Fuse Ensemble: The Music of Gina Biver

Record and Artist Details

Composer or Director: Gina Biver

Genre:

Chamber

Label: Navona

Media Format: CD or Download

Media Runtime: 44

Mastering:

DDD

Catalogue Number: RR7993

RR7993. The Music of Gina Biver

Tracks:

Composition Artist Credit
Mirror Gina Biver, Composer
Fuse Ensemble
Gina Biver, Composer
Girl Walking Gina Biver, Composer
Gina Biver, Composer
We meet ourselves Gina Biver, Composer
Fuse Ensemble
Gina Biver, Composer
The Cellar Door Gina Biver, Composer
Gina Biver, Composer
No Matter Where Gina Biver, Composer
Fuse Ensemble
Gina Biver, Composer
Gina Biver is a musical force of nature: electroacoustic composer, producer, electric guitarist and director of the Washington DC-based Fuse Ensemble she helped found 10 years ago. Although a busy composer of multimedia works – whether for film, kinetic sculptures, dance – the five works gathered here were written for the Fuse Ensemble to play, with the composer one of the two vocalists in Mirror (2012; the other is the late Colette Inez, whose poem ‘Empress in the Mirror’ was the inspiration for the work). Biver is also the guitarist in Girl, Walking (2014), an at times enchanting quartet for flute, electric guitar, bass and ‘found percussion’.

Biver’s brand of electroacoustic music leans stylistically more to crossover idioms than to the type created by, for example, Pierre Schaeffer, Nono or Stockhausen. As with these exemplars from an earlier generation, Biver’s music has a strong element of improvisation, a co creation with the performers from a pre set template. No Matter Where (2010) and Girl, Walking are fine examples of her idiom, though the combination in the latter of electric guitar and flute gives it the atmosphere of a 1970s film track. In the marimba solo We Meet Ourselves (2015), percussionist-dedicatee Scott Dean partners himself with a ‘triggered audio’ of pre-recorded samples. The Cellar Door is a duo inspired by Jung where the live cello and piano instrumentalists represent the conscious element, and the audio track (of a waterphone) the unconscious.

On a more negative note, Biver’s music relies overmuch on repetition. Ostinato patterns drive the music forwards but too often merely mark time rather than truly develop; similarly, her harmonic language is rather static and unadventurous. There is plenty to enjoy, with such well-prepared performances, but the overall impression is of a short-measure disc of works which outlast their material.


• _Exercise aim_
Please return the lines below verbatim, beginning at the one that has "The height and width of the screenshot is (313, 530)." and stopping after the one that has "The image size is (461, 211).", and add no other lines.

• _Records for this task_
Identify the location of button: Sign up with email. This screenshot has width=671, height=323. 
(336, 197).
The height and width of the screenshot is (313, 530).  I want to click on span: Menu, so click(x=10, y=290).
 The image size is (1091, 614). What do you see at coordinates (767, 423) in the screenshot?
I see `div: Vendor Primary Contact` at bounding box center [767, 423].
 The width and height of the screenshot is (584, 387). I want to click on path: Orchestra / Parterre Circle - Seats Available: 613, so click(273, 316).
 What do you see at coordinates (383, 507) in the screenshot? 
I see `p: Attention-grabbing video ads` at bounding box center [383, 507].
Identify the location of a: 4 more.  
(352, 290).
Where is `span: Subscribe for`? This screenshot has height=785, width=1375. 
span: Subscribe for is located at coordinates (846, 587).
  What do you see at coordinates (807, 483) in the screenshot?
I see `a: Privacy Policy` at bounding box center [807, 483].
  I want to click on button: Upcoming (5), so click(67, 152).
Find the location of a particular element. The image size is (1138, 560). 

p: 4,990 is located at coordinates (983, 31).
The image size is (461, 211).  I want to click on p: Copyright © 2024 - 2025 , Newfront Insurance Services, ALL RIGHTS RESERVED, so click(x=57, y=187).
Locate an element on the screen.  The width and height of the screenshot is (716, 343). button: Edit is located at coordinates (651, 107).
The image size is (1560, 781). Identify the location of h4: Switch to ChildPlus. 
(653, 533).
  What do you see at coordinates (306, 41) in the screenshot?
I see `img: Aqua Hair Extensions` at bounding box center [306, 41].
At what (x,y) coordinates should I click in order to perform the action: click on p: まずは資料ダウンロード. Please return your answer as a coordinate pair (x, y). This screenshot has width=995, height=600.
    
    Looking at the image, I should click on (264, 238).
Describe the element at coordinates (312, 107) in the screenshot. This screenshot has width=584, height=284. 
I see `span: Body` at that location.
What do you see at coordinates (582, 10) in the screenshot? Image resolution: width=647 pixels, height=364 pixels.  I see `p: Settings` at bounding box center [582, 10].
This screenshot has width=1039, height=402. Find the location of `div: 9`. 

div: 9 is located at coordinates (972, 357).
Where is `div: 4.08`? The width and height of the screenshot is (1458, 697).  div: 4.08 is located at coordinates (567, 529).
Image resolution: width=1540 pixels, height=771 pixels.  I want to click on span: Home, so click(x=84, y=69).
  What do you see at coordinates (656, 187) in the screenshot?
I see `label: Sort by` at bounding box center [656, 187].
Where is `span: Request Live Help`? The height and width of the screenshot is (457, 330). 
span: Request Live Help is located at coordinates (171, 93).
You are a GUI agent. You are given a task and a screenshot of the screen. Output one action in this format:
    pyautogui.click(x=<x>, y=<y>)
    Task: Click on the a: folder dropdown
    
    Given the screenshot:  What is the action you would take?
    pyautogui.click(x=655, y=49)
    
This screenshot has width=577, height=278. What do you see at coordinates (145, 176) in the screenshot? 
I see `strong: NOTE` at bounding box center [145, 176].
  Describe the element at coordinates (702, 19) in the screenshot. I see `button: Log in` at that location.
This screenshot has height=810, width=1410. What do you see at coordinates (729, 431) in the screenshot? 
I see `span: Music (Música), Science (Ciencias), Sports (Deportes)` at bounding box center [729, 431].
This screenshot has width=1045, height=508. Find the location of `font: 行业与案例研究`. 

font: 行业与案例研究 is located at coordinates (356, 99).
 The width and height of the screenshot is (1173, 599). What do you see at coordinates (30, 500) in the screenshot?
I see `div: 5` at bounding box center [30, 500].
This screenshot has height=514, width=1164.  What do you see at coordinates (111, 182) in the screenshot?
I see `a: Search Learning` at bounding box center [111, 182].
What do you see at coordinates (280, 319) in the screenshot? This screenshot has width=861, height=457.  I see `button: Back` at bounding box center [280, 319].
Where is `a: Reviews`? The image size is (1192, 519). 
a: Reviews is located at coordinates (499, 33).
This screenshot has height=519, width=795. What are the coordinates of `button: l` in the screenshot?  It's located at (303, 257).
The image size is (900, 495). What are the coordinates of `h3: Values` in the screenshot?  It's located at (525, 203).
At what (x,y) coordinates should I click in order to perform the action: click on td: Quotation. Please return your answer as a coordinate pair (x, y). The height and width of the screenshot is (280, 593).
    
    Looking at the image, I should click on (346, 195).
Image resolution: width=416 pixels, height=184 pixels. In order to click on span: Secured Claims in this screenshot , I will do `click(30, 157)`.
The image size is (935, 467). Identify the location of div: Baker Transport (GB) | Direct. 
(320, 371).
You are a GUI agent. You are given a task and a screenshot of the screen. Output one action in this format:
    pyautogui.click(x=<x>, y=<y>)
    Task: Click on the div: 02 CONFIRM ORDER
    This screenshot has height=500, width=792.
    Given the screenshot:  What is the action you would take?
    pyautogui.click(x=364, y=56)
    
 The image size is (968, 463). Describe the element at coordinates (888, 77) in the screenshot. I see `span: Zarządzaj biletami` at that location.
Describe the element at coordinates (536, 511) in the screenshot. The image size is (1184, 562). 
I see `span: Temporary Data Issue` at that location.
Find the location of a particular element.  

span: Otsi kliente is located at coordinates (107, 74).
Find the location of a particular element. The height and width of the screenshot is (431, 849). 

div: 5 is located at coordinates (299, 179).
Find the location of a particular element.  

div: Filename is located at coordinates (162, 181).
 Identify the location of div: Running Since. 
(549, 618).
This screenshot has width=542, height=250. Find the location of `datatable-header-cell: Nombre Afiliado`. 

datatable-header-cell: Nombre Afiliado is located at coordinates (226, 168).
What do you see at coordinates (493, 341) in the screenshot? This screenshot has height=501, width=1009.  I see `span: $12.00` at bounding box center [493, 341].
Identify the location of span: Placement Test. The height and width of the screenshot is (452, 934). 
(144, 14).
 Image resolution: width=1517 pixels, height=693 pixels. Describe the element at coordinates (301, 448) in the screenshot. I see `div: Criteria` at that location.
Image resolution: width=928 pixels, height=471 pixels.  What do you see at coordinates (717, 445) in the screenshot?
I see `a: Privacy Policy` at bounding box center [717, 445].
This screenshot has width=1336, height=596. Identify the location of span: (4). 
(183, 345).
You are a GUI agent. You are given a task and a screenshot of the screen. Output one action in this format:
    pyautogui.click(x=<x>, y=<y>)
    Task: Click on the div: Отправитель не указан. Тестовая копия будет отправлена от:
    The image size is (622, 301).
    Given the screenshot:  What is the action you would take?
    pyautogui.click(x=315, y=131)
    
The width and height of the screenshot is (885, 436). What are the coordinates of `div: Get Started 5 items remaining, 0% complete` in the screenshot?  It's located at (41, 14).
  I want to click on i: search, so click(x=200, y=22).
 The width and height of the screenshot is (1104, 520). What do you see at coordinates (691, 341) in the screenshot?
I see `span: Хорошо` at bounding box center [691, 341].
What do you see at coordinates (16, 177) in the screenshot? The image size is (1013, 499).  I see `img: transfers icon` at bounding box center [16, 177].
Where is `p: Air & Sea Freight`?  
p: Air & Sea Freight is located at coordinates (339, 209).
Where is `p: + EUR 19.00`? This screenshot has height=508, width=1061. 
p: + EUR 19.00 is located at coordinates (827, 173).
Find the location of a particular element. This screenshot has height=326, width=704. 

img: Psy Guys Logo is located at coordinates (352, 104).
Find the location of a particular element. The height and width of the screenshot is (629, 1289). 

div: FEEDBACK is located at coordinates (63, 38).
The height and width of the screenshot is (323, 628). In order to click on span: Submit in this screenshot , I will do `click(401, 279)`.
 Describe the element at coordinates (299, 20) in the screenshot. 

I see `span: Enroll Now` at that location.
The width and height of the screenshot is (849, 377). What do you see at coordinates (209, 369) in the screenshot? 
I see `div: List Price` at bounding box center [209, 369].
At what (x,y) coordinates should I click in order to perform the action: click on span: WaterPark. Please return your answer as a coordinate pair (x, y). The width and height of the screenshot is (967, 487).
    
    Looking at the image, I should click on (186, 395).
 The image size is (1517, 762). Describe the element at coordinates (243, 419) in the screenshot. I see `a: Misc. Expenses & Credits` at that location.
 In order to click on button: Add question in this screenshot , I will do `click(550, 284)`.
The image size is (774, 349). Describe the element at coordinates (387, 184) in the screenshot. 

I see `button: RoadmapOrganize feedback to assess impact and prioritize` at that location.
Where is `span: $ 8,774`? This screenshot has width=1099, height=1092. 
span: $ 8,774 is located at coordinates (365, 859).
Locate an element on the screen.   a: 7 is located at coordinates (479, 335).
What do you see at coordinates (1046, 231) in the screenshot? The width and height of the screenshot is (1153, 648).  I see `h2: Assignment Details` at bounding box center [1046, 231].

• _Response to this exercise_
The height and width of the screenshot is (313, 530).  I want to click on span: Menu, so click(x=10, y=290).
 The image size is (1091, 614). What do you see at coordinates (767, 423) in the screenshot?
I see `div: Vendor Primary Contact` at bounding box center [767, 423].
 The width and height of the screenshot is (584, 387). I want to click on path: Orchestra / Parterre Circle - Seats Available: 613, so click(273, 316).
 What do you see at coordinates (383, 507) in the screenshot? 
I see `p: Attention-grabbing video ads` at bounding box center [383, 507].
Identify the location of a: 4 more.  
(352, 290).
Where is `span: Subscribe for`? This screenshot has height=785, width=1375. 
span: Subscribe for is located at coordinates (846, 587).
  What do you see at coordinates (807, 483) in the screenshot?
I see `a: Privacy Policy` at bounding box center [807, 483].
  I want to click on button: Upcoming (5), so click(67, 152).
Find the location of a particular element. The image size is (1138, 560). 

p: 4,990 is located at coordinates (983, 31).
The image size is (461, 211).  I want to click on p: Copyright © 2024 - 2025 , Newfront Insurance Services, ALL RIGHTS RESERVED, so click(x=57, y=187).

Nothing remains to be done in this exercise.